A’den, Null ARC N-12, grabbed him by the arm and beckoned him to follow. He was wearing rough working clothes no helmet, no plates, and no distinctive kilt-like kama. Dar-man hadn’t been expecting to find him in civvies.
And as he picked his way through the undergrowth, cursing the stupid wings that now wouldn’t retract because he’d bent the mechanism in the fall, he also didn’t expect to see small fast-moving figures with bright reflective eyes emerging with DC-15 rifles.
They were lizard lizards, all right.
GAR base. Teklet, Qiilura, 470 days after Geonosis, deadline for the withdrawal of human colonists
General Etain Tur-Mukan had never felt less like doing a day’s duty in her life. But she would do it. She had to.
Outside the army headquarters building-a modest house that had once belonged to a Trandoshan slaver, now long gone with the rest of the occupying Separatist forces-a crowd of farmers stood in grim silence. She paused in front of the doors and prepared to step outside to reason with them.

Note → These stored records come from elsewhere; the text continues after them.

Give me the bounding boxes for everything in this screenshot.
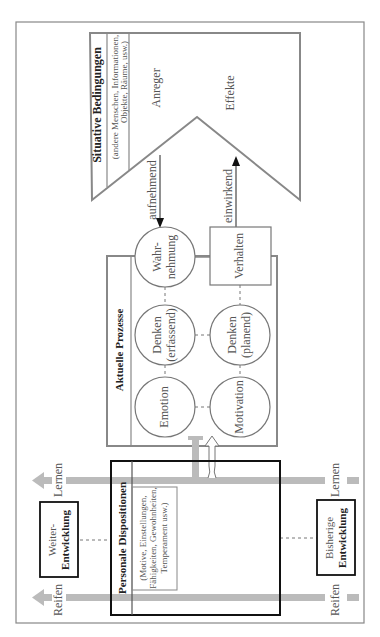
- weiter-line1: Weiter-: [46, 510, 59, 570]
- node-wahrnehmung-label: Wahr- nehmung: [151, 235, 179, 280]
- node-motivation-label: Motivation: [233, 380, 247, 433]
- label-reifen-left: Reifen: [52, 584, 66, 616]
- node-verhalten-label: Verhalten: [233, 233, 247, 279]
- bisherige-entwicklung-label: Bisherige Entwicklung: [323, 508, 348, 568]
- node-denken-planend-label: Denken (planend): [226, 312, 254, 358]
- personale-box: [111, 461, 280, 615]
- hollow-up-arrow-icon: [205, 436, 219, 478]
- personale-sub-line3: Temperament usw.): [159, 487, 169, 589]
- label-aufnehmend: aufnehmend: [146, 160, 160, 219]
- node-denken-planend-line2: (planend): [240, 312, 254, 358]
- node-denken-erfassend-line1: Denken: [151, 308, 165, 361]
- node-wahrnehmung-line2: nehmung: [165, 235, 179, 280]
- personale-sub-text: (Motive, Einstellungen, Fähigkeiten, Gew…: [138, 487, 169, 589]
- personale-title: Personale Dispositionen: [116, 482, 129, 594]
- reifen-arrowhead-icon: [32, 589, 44, 606]
- node-denken-erfassend-line2: (erfassend): [165, 308, 179, 361]
- reifen-band-right: [347, 594, 359, 601]
- label-einwirkend: einwirkend: [222, 169, 236, 223]
- personale-sub-line1: (Motive, Einstellungen,: [138, 487, 148, 589]
- label-effekte: Effekte: [224, 75, 238, 110]
- lernen-band-right: [347, 477, 359, 484]
- lernen-arrowhead-icon: [32, 472, 44, 489]
- arrowhead-up-icon: [232, 156, 240, 166]
- node-denken-erfassend-label: Denken (erfassend): [151, 308, 179, 361]
- label-anreger: Anreger: [150, 68, 164, 107]
- label-reifen-right: Reifen: [329, 584, 343, 616]
- weiter-line2: Entwicklung: [59, 510, 72, 570]
- situative-subtitle-2: Objekte, Räume, usw.): [119, 41, 129, 123]
- bisherige-line2: Entwicklung: [336, 508, 349, 568]
- node-wahrnehmung-line1: Wahr-: [151, 235, 165, 280]
- node-denken-planend-line1: Denken: [226, 312, 240, 358]
- aktuelle-title: Aktuelle Prozesse: [113, 309, 126, 392]
- node-emotion-label: Emotion: [158, 386, 172, 427]
- personale-sub-line2: Fähigkeiten, Gewohnheiten,: [149, 487, 159, 589]
- label-lernen-right: Lernen: [329, 463, 343, 497]
- bisherige-line1: Bisherige: [323, 508, 336, 568]
- situative-title: Situative Bedingungen: [91, 47, 105, 163]
- label-lernen-left: Lernen: [52, 463, 66, 497]
- weiter-entwicklung-label: Weiter- Entwicklung: [46, 510, 71, 570]
- vertical-gray-bar: [192, 436, 199, 482]
- reifen-band-left: [44, 594, 344, 601]
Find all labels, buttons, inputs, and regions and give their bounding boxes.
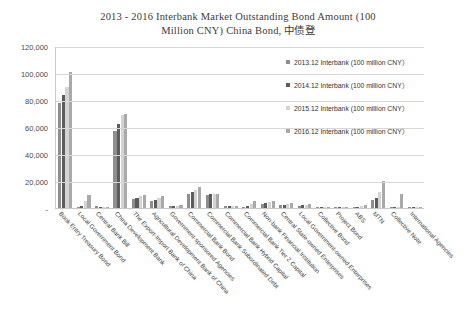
gridline-20000 [56,182,424,183]
x-axis-labels: Book Entry Treasury BondLocal Government… [55,210,424,330]
bar [253,201,256,208]
bar [69,72,72,208]
bar [235,206,238,208]
legend-swatch-icon [286,106,290,110]
legend-label: 2015.12 Interbank (100 million CNY） [294,103,409,113]
bar [161,196,164,208]
x-axis-label: ABS [353,210,367,224]
y-axis-labels: 120,000100,00080,00060,00040,00020,000- [0,40,52,216]
legend-swatch-icon [286,83,290,87]
bar [272,201,275,208]
chart-title-line-2: Million CNY) China Bond, 中债登 [48,24,428,38]
y-axis-tick-0: - [46,205,49,214]
legend-item: 2014.12 Interbank (100 million CNY） [286,76,456,94]
chart-title: 2013 - 2016 Interbank Market Outstanding… [48,10,428,38]
bar [382,181,385,208]
bar [179,205,182,208]
y-axis-tick-100000: 100,000 [21,70,48,79]
y-axis-tick-20000: 20,000 [25,178,48,187]
legend-label: 2014.12 Interbank (100 million CNY） [294,80,409,90]
chart-title-line-1: 2013 - 2016 Interbank Market Outstanding… [48,10,428,24]
legend-item: 2013.12 Interbank (100 million CNY） [286,53,456,71]
y-axis-tick-80000: 80,000 [25,97,48,106]
bar [198,187,201,208]
y-axis-tick-60000: 60,000 [25,124,48,133]
bar-chart: 2013 - 2016 Interbank Market Outstanding… [0,0,472,336]
legend-swatch-icon [286,60,290,64]
bar [419,207,422,208]
bar [106,207,109,208]
bar [345,207,348,208]
legend-label: 2016.12 Interbank (100 million CNY） [294,126,409,136]
legend-item: 2016.12 Interbank (100 million CNY） [286,122,456,140]
x-axis-label: MTN [372,210,386,225]
chart-legend: 2013.12 Interbank (100 million CNY）2014.… [286,53,456,145]
y-axis-tick-120000: 120,000 [21,43,48,52]
bar [400,194,403,208]
bar [216,194,219,208]
gridline-40000 [56,155,424,156]
bar [308,204,311,208]
gridline-120000 [56,47,424,48]
bar [364,205,367,209]
bar [327,207,330,208]
bar [143,195,146,208]
legend-label: 2013.12 Interbank (100 million CNY） [294,57,409,67]
legend-item: 2015.12 Interbank (100 million CNY） [286,99,456,117]
bar [290,203,293,208]
y-axis-tick-40000: 40,000 [25,151,48,160]
bar [87,195,90,209]
legend-swatch-icon [286,129,290,133]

You have to leave. It’s the deal we did, remember?
“I don’t think you should handle this, ma’am,” said the garrison’s commander, Levet. His yellow-trimmed helmet was tucked under one arm; a fit, clean-shaven, black-haired man in his twenties, so much like Darman that it hurt. “Let me talk to them.”
He was a clone, like Dar-exactly like Dar, exactly like every other clone in the Grand Army of the Republic, although without Dar’s permanent expression of patient good humor. He had those same dark eyes that gave Etain a pang of loneliness and yearning at the constant reminder that Dar was… where? At that moment, she had no idea. She could feel him in the Force, as she always could, and he was unharmed. That was all she knew. She made a mental note to contact Ordo later to check his location.
“Ma’am,” said Levet, a little more loudly. “Are you all right? I said I’ll do this.”
Etain made a conscious effort to stop seeing Darman in Levet’s face. “Responsibility of rank, Commander.” Behind her, she heard a faint silken rustle like an animal moving. “But thank you.”
“You need to be careful,” said a low, liquid voice. “Or we’ll have your nasty little sergeant to answer to.”
Jinart brushed past Etain’s legs. The Gurlanin shapeshifter was in her true form of a sleek black carnivore, but she could just as easily have transformed herself into the exact replica of Levet-or Etain.
Nasty little sergeant. Sergeant Kal Skirata-short, ferocious, angry-had exiled her here for a few months. She’d fallen from grace with him. Now that she was several months’ pregnant, she’d started to understand why. “I m being careful,” Etain said.
“He holds me responsible for your safety.”
“You’re scared of him, aren’t you?”
“And so are you, girl.”
Etain draped her brown robes carefully to disguise the growing bulge of pregnancy and pulled another loose coat on top. Teklet was in the grip of winter, which was just as well: the excuse for voluminous clothes was welcome. But even without the top layer, she didn’t look conspicuously pregnant. She just felt it, tired and lonely.
Nobody here would know or care who the father was an way.
“There’s no need for you to supervise the evacuation personally,” said Jinart. “The fewer who see you, the better. Don’t tempt fate.”
Etain ignored her and the doors parted, letting a snow-speckled gust of cold air into the lobby. Jinart shot out in front of her like a sand panther and bounded through the drifts.
“Insanity,” the Gurlanin hissed. She progressed in flowing leaps. “You have a child to worry about.”
“My son,” Etain said, “is fine. And I’m not ill, I’m pregnant.”
And she owed her troops. She owed them like she owed Darman, RC-1136, whose last letter-a real letter, written on flimsi in a precise, disciplined hand, a mix of gossip about’ his squad and little longings for time with her-was sueded with constant reading and refolding, and kept safe inside her tunic, not in her belt. The snow crunched under her boots as she waded to the road cut through the drifts by constant traffic. It was a brilliantly sunny day, blindingly bright, a lovely day for a walk if this had been a normal life and she had been an ordinary woman.
It’s hard not to tell him. It’s hard not to mention the baby when he asks how I am. His baby.
But Skirata forbade her to tell him. She almost understood why.
Jinart continued her progression of controlled leaps. She probably hunted that way, Etain thought, pouncing on small animals burrowed deep in the snow. “Skirata will be furious if you miscarry.”